HC Deb 28 April 1947 vol 436 cc187-8W
Mr. Hector Hughes

asked the Secretary of State for the Colonies, in view of the fast that the estimated supplies of cocoa, 500,000 tons, are 300,000 tons short of the estimated world consumption, and that swollen shoot disease of cocoa, for which there is not yet a known cure, is devastating the cocoa plantations in the Gold Coast and Nigeria, the chief sources of the supply of cocoa, and that it takes eight years to develop cocoa plantations, what is being done to develop cocoa in other British Colonies.

Mr. Creech Jones

The future of cocoa supplies was considered by the Colonial Advisory Committee on Agriculture and Animal Health in December, 1941, and on their recommendation a despatch was addressed to the Governors of several Colonies where cocoa production appeared feasible, to draw their attention to the prospective shortage of supplies and to discover how far production could be increased. As a result of this review it appeared that there were possibilities in some of the smaller Colonies. These are being pursued. The largest area of potential new production, however, was in the Far Eastern territories. The war prevented immediate progress there but I have recently suggested to the Governments concerned that an expert investi- gation should be undertaken as soon as possible.

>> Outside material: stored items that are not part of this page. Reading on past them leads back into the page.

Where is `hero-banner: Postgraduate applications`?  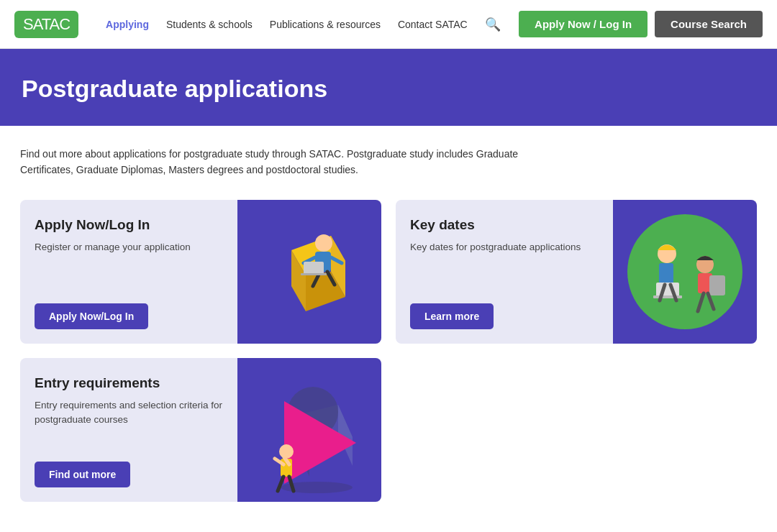
hero-banner: Postgraduate applications is located at coordinates (388, 88).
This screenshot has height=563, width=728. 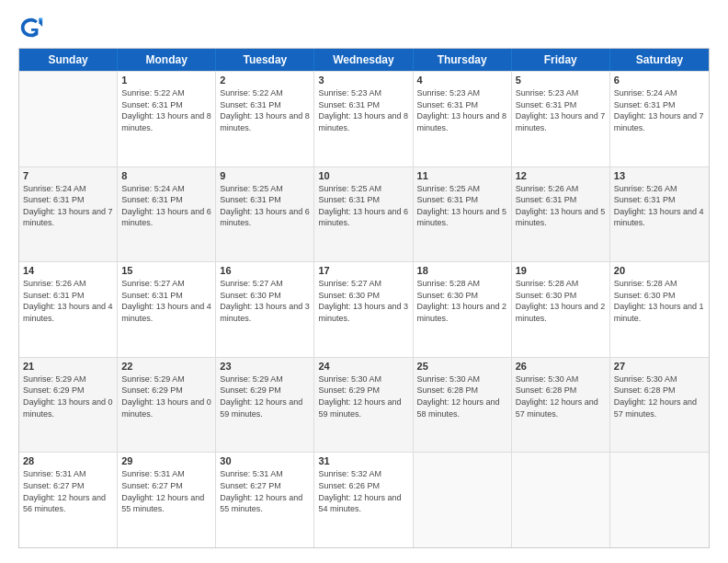 I want to click on header-day-tuesday: Tuesday, so click(x=265, y=60).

Apart from new production, the best means of maintaining or increasing Empire production lies in the control of disease, improvements in cultural methods, a more intensive system of production and the replacement of inferior types of tree by selected high yielding strains. Grants have been made for the latter purpose in Grenada. But the programme as a whole involves continuing research. In 1945 therefore a Cocoa Research Conference was held in London which reviewed the whole field of research needed by the industry. In accordance with the conclusions of that Conference a co-ordinated programme of research in the West Indies and West Africa has been worked out and is being intensively pursued. Measures for the control of swollen-shoot disease, occupy I prominent place in the programme of West African research and in the operations of the Agricultural Departments of the Colonies concerned.